Never been proven that UBI would reduce the inefficiencies. The State find ways to be inefficient even when it's not supposed to be.
> That you have under every system, from despotism to socialism to capitalist democracy.
Nope, if you did not have a Big government doing wealth redistribution in the first place you would not have much money being lost in such transactions because the flow would be very limited. Look at the US Federal budget, how humongous it has become.
> Inequality will be a false problem when the bottom level of society won't be starving to death or due to lack of basic health care.
Oh come on. Mass starvation is a thing of the past, check Wikipedia, the last starvations happened more than 30 years ago and the only recent ones are due to conflicts mainly - poor people do not die anymore of hunger anywhere - we have large amounts of excess food, even in the poorest places of the world, like the countrysides of China.
> Again, basic income proposes turning inequality into a non-problem by securing a decent, humane minimum level for everyone.
The advocates of UBI fail to understand that by raising the minimum earnings to everyone, you will probably make prices go up everywhere (increased taxes + prices adjustments based on purchasing power) so it won't result in any meaningful difference.
Got some sources on the 'everyone getting richer' claim?
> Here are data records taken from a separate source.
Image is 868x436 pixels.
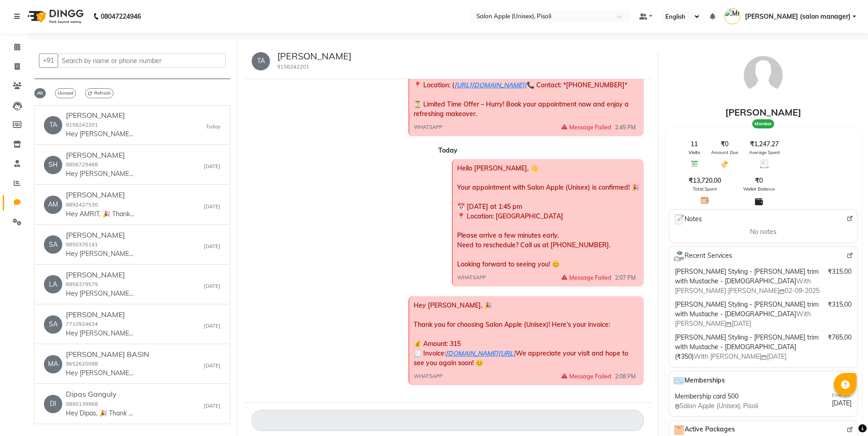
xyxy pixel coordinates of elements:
[66,350,149,359] h6: [PERSON_NAME] BASIN
[66,191,134,199] h6: [PERSON_NAME]
[615,274,636,282] span: 2:07 PM
[66,162,98,168] small: 8806729468
[689,176,721,186] span: ₹13,720.00
[690,139,698,149] span: 11
[66,310,134,319] h6: [PERSON_NAME]
[693,186,717,192] span: Total Spent
[740,52,786,98] img: avatar
[66,270,134,279] h6: [PERSON_NAME]
[694,352,787,361] span: With [PERSON_NAME] [DATE]
[101,3,141,29] b: 08047224946
[66,368,134,378] p: Hey [PERSON_NAME], 🎉 Thank you for choosing Salon Apple (Unisex)! Here’s your invoice: 💰 Amount: ...
[44,275,62,294] div: LA
[673,250,732,261] span: Recent Services
[66,151,134,159] h6: [PERSON_NAME]
[615,373,636,381] span: 2:08 PM
[55,88,76,98] span: Unread
[203,203,220,211] small: [DATE]
[755,176,763,186] span: ₹0
[750,227,776,237] span: No notes
[203,282,220,290] small: [DATE]
[44,236,62,254] div: SA
[66,249,134,259] p: Hey [PERSON_NAME], 🎉 Thank you for choosing Salon Apple (Unisex)! Here’s your invoice: 💰 Amount: ...
[675,401,758,411] span: Salon Apple (Unisex), Pisoli
[615,124,636,131] span: 2:45 PM
[562,273,611,282] span: Message Failed
[455,81,526,89] a: [URL][DOMAIN_NAME])
[66,281,98,287] small: 8956379579
[66,321,98,327] small: 7710924634
[66,122,98,128] small: 9156242201
[675,334,818,361] span: [PERSON_NAME] Styling - [PERSON_NAME] trim with Mustache - [DEMOGRAPHIC_DATA] (₹350)
[665,106,861,120] div: [PERSON_NAME]
[720,139,728,149] span: ₹0
[44,355,62,373] div: MA
[66,129,134,139] p: Hey [PERSON_NAME], 🎉 Thank you for choosing Salon Apple (Unisex)! Here’s your invoice: 💰 Amount: ...
[66,111,134,120] h6: [PERSON_NAME]
[673,425,735,435] span: Active Packages
[760,159,768,168] img: Average Spent Icon
[673,375,724,386] span: Memberships
[66,169,134,179] p: Hey [PERSON_NAME], 🎉 Thank you for choosing Salon Apple (Unisex)! Here’s your invoice: 💰 Amount: ...
[689,149,700,156] span: Visits
[711,149,738,156] span: Amount Due
[457,164,639,268] span: Hello [PERSON_NAME], 👋 Your appointment with Salon Apple (Unisex) is confirmed! 🎉 📅 [DATE] at 1:4...
[828,333,851,343] span: ₹765.00
[277,64,309,70] small: 9156242201
[675,301,818,318] span: [PERSON_NAME] Styling - [PERSON_NAME] trim with Mustache - [DEMOGRAPHIC_DATA]
[252,52,270,71] div: TA
[749,149,780,156] span: Average Spent
[673,213,702,225] span: Notes
[413,124,443,131] span: WHATSAPP
[203,242,220,250] small: [DATE]
[44,116,62,134] div: TA
[701,196,709,205] img: Total Spent Icon
[750,139,779,149] span: ₹1,247.27
[828,300,851,310] span: ₹315.00
[66,361,98,367] small: 9652620098
[438,146,457,154] strong: Today
[828,267,851,277] span: ₹315.00
[562,372,611,381] span: Message Failed
[277,51,351,61] h5: [PERSON_NAME]
[675,268,818,285] span: [PERSON_NAME] Styling - [PERSON_NAME] trim with Mustache - [DEMOGRAPHIC_DATA]
[44,395,62,413] div: DI
[562,123,611,131] span: Message Failed
[44,196,62,214] div: AM
[39,54,58,68] button: +91
[66,328,134,338] p: Hey [PERSON_NAME], 🎉 Thank you for choosing Salon Apple (Unisex)! Here’s your invoice: 💰 Amount: ...
[720,159,728,168] img: Amount Due Icon
[206,123,220,131] small: Today
[34,88,46,98] span: All
[724,8,740,24] img: Mrs. Poonam Bansal (salon manager)
[66,409,134,418] p: Hey Dipas, 🎉 Thank you for choosing Salon Apple (Unisex)! Here’s your invoice: 💰 Amount: 315 🧾 In...
[445,349,515,357] a: [DOMAIN_NAME][URL]
[58,54,226,68] input: Search by name or phone number
[413,373,443,380] span: WHATSAPP
[66,241,98,248] small: 9850335141
[832,392,850,398] span: Ends On
[66,401,98,408] small: 9890139968
[413,301,628,367] span: Hey [PERSON_NAME], 🎉 Thank you for choosing Salon Apple (Unisex)! Here’s your invoice: 💰 Amount: ...
[203,322,220,330] small: [DATE]
[457,274,486,282] span: WHATSAPP
[675,392,738,401] span: Membership card 500
[743,186,775,192] span: Wallet Balance
[66,289,134,298] p: Hey [PERSON_NAME], 🎉 Thank you for choosing Salon Apple (Unisex)! Here’s your invoice: 💰 Amount: ...
[23,3,86,29] img: logo
[752,120,774,129] span: Member
[66,201,98,208] small: 8892427530
[66,209,134,219] p: Hey AMRIT, 🎉 Thank you for choosing Salon Apple (Unisex)! Here’s your invoice: 💰 Amount: 2800 🧾 I...
[44,156,62,174] div: SH
[66,231,134,240] h6: [PERSON_NAME]
[203,362,220,370] small: [DATE]
[85,88,113,98] span: Refresh
[66,390,134,398] h6: Dipas Ganguly
[203,402,220,410] small: [DATE]
[832,398,851,408] span: [DATE]
[745,12,850,22] span: [PERSON_NAME] (salon manager)
[203,163,220,171] small: [DATE]
[44,315,62,334] div: SA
I have never seen a single statistic suggesting that, after accounting for factors such as inflation... maybe I have some selection bias, but everything I have read shows that the middle class has gotten steadily poorer over the last 30 years or so.
Also, not every form of redistribution is automatically 'communist'... I don't see many people who advocate basic income also suggesting that we turn over means of production to the state - just raising some taxes, and trying to make the way that we redistribute wealth more simple/efficient.
I don't know enough about it to really argue either way, but your arguments don't make much sense to me without more context.
> Also, not every form of redistribution is automatically 'communist'...
Well UBI is a welfare kind of policy and needs basically a strong State to actually work in practice. Most strong States lean towards socialism and communism because they justify their existence this way ("if we were not there, you would not have welfare, so let us increase the government budget size further") - a common trope to get folks elected.
They'll be deprecated as soon as self driving cars become viable. The same goes for most jobs like this, technology will catch up eventually and make them obsolote.
I'm still waiting to see cashiers disappear in supermarkets. Or bakers, since bread and cake production could be completely automatized by now. Strangely they are not going away. I wonder why...
People who predict extinction of jobs are usually wrong.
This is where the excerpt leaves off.